Sustainable value creation with enzyme technology

Sustainability Session
Sylvie Van Zandycke, DSM Food Specialties, South Bend, IN, USA
Co-author(s): Ron Duszanskyj, DSM Food Specialties, Delft, Netherlands; Marlos Fernandes, DSM Food Specialties, Sao Paulo, Brazil; Jeroen van Roon, DSM Food Specialties, Delft, Netherlands

ABSTRACT: Sustainability will be a key differentiator and value driver over the coming decades for the brewing industry, where efficient use of raw material and energy go hand-in-hand with taking environmental responsibility. Exogenous enzymes are flexible tools for meeting the increasing demands for sustainable and cost-effective beer production. However, to make the correct business decisions, the sustainability and economic advantages of enzyme technology should be made explicit and quantifiable on a case-by-case basis. Based on internationally recognized IPCC GWP 100 and Eco-indicator 99 methodologies, a full beer life cycle analysis quantitatively illustrates how enzymes can lower the beer production carbon footprint through efficient use of raw materials, reduction of energy needs, reduction of water usage, and creation of opportunities to remove process steps in malting or brewing operations. The concept of life cycle analysis methodologies and results are presented and discussed. Subsequently, two quantitative examples are given on how to obtain simultaneous financial and environmental benefits. The first example demonstrates how replacing up to 100% of malt with unmalted barley and exogenous enzymes can reduce the carbon footprint of the beer from 17.9 to 14.3 kg CO2 eq/hL of beer, a reduction of 20.1%. A real-life example of a commercial scale beer production with 100% barley is presented; the industrial process conditions and some recommendations are shared. Interestingly, independent physico-chemical and organoleptic analyses performed by the ICBD demonstrated that the quality parameters of the resulting beer were all in the range of a standard lager-type beer, with normal head retention and flavor stability. The second example focuses on energy savings when beer is stabilized with enzyme technology, while simultaneously increasing maturation capacity and decreasing the carbon footprint of the beer. In the example discussed the carbon footprint was reduced by 6.1%, while maturation capacity increased by 50%. Rather then focusing on specific products, this lecture aims to demonstrate the advantages of enzyme technology in general with respect to reducing carbon footprint and costs.

Sylvie Van Zandycke studied biochemical engineering and fermentation at the Institute Meurice (Brussels, Belgium); she completed her degree in 1996. She then obtained her Ph.D. degree on Saccharomyces cerevisiae in 2000 from Oxford Brookes University in the United Kingdom. After that Sylvie was employed as a project manager for the brewing consultancy firm SMART Brewing Services until 2004, when she left the United Kingdom for lovely Montreal, Canada, and accepted a post with Lallemand as a project manager for their Genetic Identification Laboratory, focusing on yeast and bacteria used in alcoholic beverage production. In 2007 Sylvie became technical sales manager for Lallemand Brewing, looking after dry yeast and nutrition products on a global basis. At the end of 2011 she joined DSM Food Specialties, occupying her current position as support service manager for brewing enzymes in North America.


## WHAT IS REQUIRED:
An exact copy of the entries, with every picture omitted, is what is needed here.

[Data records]
══════════════════════════════

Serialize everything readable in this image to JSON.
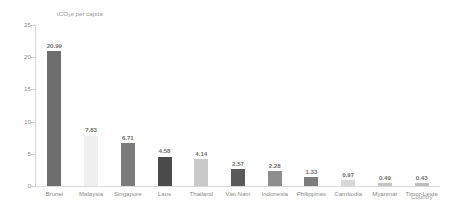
{
  "chart_data": {
    "type": "bar",
    "title": "",
    "ylabel": "tCO₂e per capita",
    "xlabel": "Country",
    "ylim": [
      0,
      25
    ],
    "yticks": [
      "0",
      "5",
      "10",
      "15",
      "20",
      "25"
    ],
    "grid": false,
    "legend": "none",
    "categories": [
      "Brunei",
      "Malaysia",
      "Singapore",
      "Laos",
      "Thailand",
      "Viet Nam",
      "Indonesia",
      "Philippines",
      "Cambodia",
      "Myanmar",
      "Timor-Leste"
    ],
    "values": [
      20.99,
      7.83,
      6.71,
      4.58,
      4.14,
      2.57,
      2.28,
      1.33,
      0.97,
      0.49,
      0.43
    ],
    "value_labels": [
      "20.99",
      "7.83",
      "6.71",
      "4.58",
      "4.14",
      "2.57",
      "2.28",
      "1.33",
      "0.97",
      "0.49",
      "0.43"
    ],
    "bar_colors": [
      "#6e6e6e",
      "#efefef",
      "#7b7b7b",
      "#4b4b4b",
      "#c9c9c9",
      "#5a5a5a",
      "#8e8e8e",
      "#7d7d7d",
      "#d8d8d8",
      "#c5c5c5",
      "#bdbdbd"
    ]
  },
  "colors": {
    "axis": "#d4d4d4",
    "tick_text": "#8d8d8d",
    "label_text": "#8a8a8a",
    "value_text": "#6f6f6f",
    "background": "#ffffff"
  }
}
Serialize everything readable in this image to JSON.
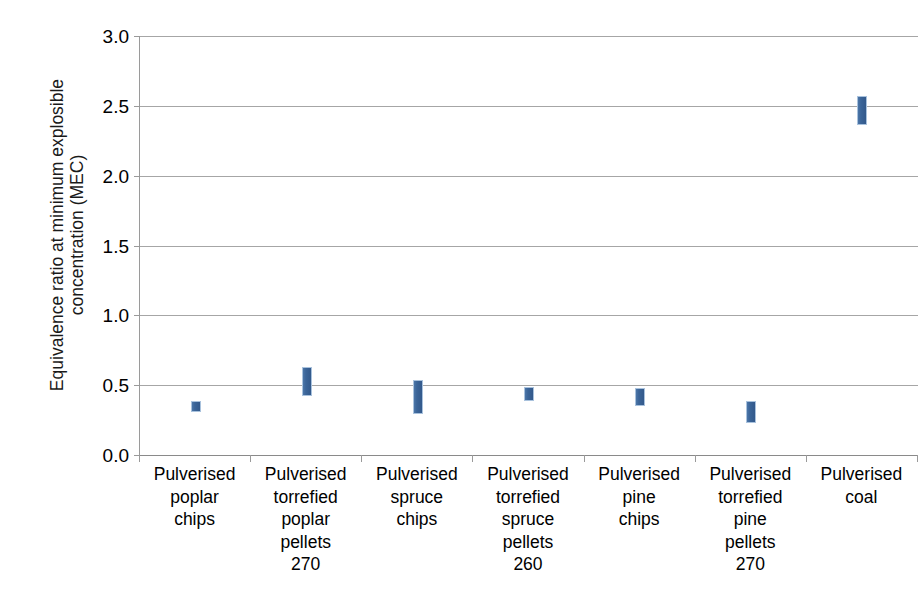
{
  "chart_data": {
    "type": "bar",
    "subtype": "floating-range-bar",
    "title": "",
    "xlabel": "",
    "ylabel": "Equivalence ratio at minimum explosible concentration (MEC)",
    "ylabel_lines": [
      "Equivalence ratio at minimum explosible",
      "concentration (MEC)"
    ],
    "ylim": [
      0.0,
      3.0
    ],
    "ytick_labels": [
      "0.0",
      "0.5",
      "1.0",
      "1.5",
      "2.0",
      "2.5",
      "3.0"
    ],
    "yticks": [
      0.0,
      0.5,
      1.0,
      1.5,
      2.0,
      2.5,
      3.0
    ],
    "grid": true,
    "grid_axis": "y",
    "legend": "none",
    "bar_color": "#3b6599",
    "bar_border_color": "#a9c2dd",
    "gridline_color": "#a6a6a6",
    "axis_color": "#9a9a9a",
    "categories": [
      "Pulverised poplar chips",
      "Pulverised torrefied poplar pellets 270",
      "Pulverised spruce chips",
      "Pulverised torrefied spruce pellets 260",
      "Pulverised pine chips",
      "Pulverised torrefied pine pellets 270",
      "Pulverised coal"
    ],
    "category_label_lines": [
      [
        "Pulverised",
        "poplar",
        "chips"
      ],
      [
        "Pulverised",
        "torrefied",
        "poplar",
        "pellets",
        "270"
      ],
      [
        "Pulverised",
        "spruce",
        "chips"
      ],
      [
        "Pulverised",
        "torrefied",
        "spruce",
        "pellets",
        "260"
      ],
      [
        "Pulverised",
        "pine",
        "chips"
      ],
      [
        "Pulverised",
        "torrefied",
        "pine",
        "pellets",
        "270"
      ],
      [
        "Pulverised",
        "coal"
      ]
    ],
    "low": [
      0.31,
      0.42,
      0.29,
      0.39,
      0.35,
      0.23,
      2.36
    ],
    "high": [
      0.39,
      0.63,
      0.54,
      0.49,
      0.48,
      0.39,
      2.57
    ],
    "series": [
      {
        "name": "Range low",
        "values": [
          0.31,
          0.42,
          0.29,
          0.39,
          0.35,
          0.23,
          2.36
        ]
      },
      {
        "name": "Range high",
        "values": [
          0.39,
          0.63,
          0.54,
          0.49,
          0.48,
          0.39,
          2.57
        ]
      }
    ]
  }
}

══════════════════════════════

## WRITTEN SOLUTION:
Serialize everything readable in this image to JSON.
{
  "chart_data": {
    "type": "bar",
    "title": "",
    "ylabel": "tCO₂e per capita",
    "xlabel": "Country",
    "ylim": [
      0,
      25
    ],
    "yticks": [
      "0",
      "5",
      "10",
      "15",
      "20",
      "25"
    ],
    "grid": false,
    "legend": "none",
    "categories": [
      "Brunei",
      "Malaysia",
      "Singapore",
      "Laos",
      "Thailand",
      "Viet Nam",
      "Indonesia",
      "Philippines",
      "Cambodia",
      "Myanmar",
      "Timor-Leste"
    ],
    "values": [
      20.99,
      7.83,
      6.71,
      4.58,
      4.14,
      2.57,
      2.28,
      1.33,
      0.97,
      0.49,
      0.43
    ],
    "value_labels": [
      "20.99",
      "7.83",
      "6.71",
      "4.58",
      "4.14",
      "2.57",
      "2.28",
      "1.33",
      "0.97",
      "0.49",
      "0.43"
    ],
    "bar_colors": [
      "#6e6e6e",
      "#efefef",
      "#7b7b7b",
      "#4b4b4b",
      "#c9c9c9",
      "#5a5a5a",
      "#8e8e8e",
      "#7d7d7d",
      "#d8d8d8",
      "#c5c5c5",
      "#bdbdbd"
    ]
  },
  "colors": {
    "axis": "#d4d4d4",
    "tick_text": "#8d8d8d",
    "label_text": "#8a8a8a",
    "value_text": "#6f6f6f",
    "background": "#ffffff"
  }
}
Serialize everything readable in this image to JSON.
{
  "chart_data": {
    "type": "bar",
    "subtype": "floating-range-bar",
    "title": "",
    "xlabel": "",
    "ylabel": "Equivalence ratio at minimum explosible concentration (MEC)",
    "ylabel_lines": [
      "Equivalence ratio at minimum explosible",
      "concentration (MEC)"
    ],
    "ylim": [
      0.0,
      3.0
    ],
    "ytick_labels": [
      "0.0",
      "0.5",
      "1.0",
      "1.5",
      "2.0",
      "2.5",
      "3.0"
    ],
    "yticks": [
      0.0,
      0.5,
      1.0,
      1.5,
      2.0,
      2.5,
      3.0
    ],
    "grid": true,
    "grid_axis": "y",
    "legend": "none",
    "bar_color": "#3b6599",
    "bar_border_color": "#a9c2dd",
    "gridline_color": "#a6a6a6",
    "axis_color": "#9a9a9a",
    "categories": [
      "Pulverised poplar chips",
      "Pulverised torrefied poplar pellets 270",
      "Pulverised spruce chips",
      "Pulverised torrefied spruce pellets 260",
      "Pulverised pine chips",
      "Pulverised torrefied pine pellets 270",
      "Pulverised coal"
    ],
    "category_label_lines": [
      [
        "Pulverised",
        "poplar",
        "chips"
      ],
      [
        "Pulverised",
        "torrefied",
        "poplar",
        "pellets",
        "270"
      ],
      [
        "Pulverised",
        "spruce",
        "chips"
      ],
      [
        "Pulverised",
        "torrefied",
        "spruce",
        "pellets",
        "260"
      ],
      [
        "Pulverised",
        "pine",
        "chips"
      ],
      [
        "Pulverised",
        "torrefied",
        "pine",
        "pellets",
        "270"
      ],
      [
        "Pulverised",
        "coal"
      ]
    ],
    "low": [
      0.31,
      0.42,
      0.29,
      0.39,
      0.35,
      0.23,
      2.36
    ],
    "high": [
      0.39,
      0.63,
      0.54,
      0.49,
      0.48,
      0.39,
      2.57
    ],
    "series": [
      {
        "name": "Range low",
        "values": [
          0.31,
          0.42,
          0.29,
          0.39,
          0.35,
          0.23,
          2.36
        ]
      },
      {
        "name": "Range high",
        "values": [
          0.39,
          0.63,
          0.54,
          0.49,
          0.48,
          0.39,
          2.57
        ]
      }
    ]
  }
}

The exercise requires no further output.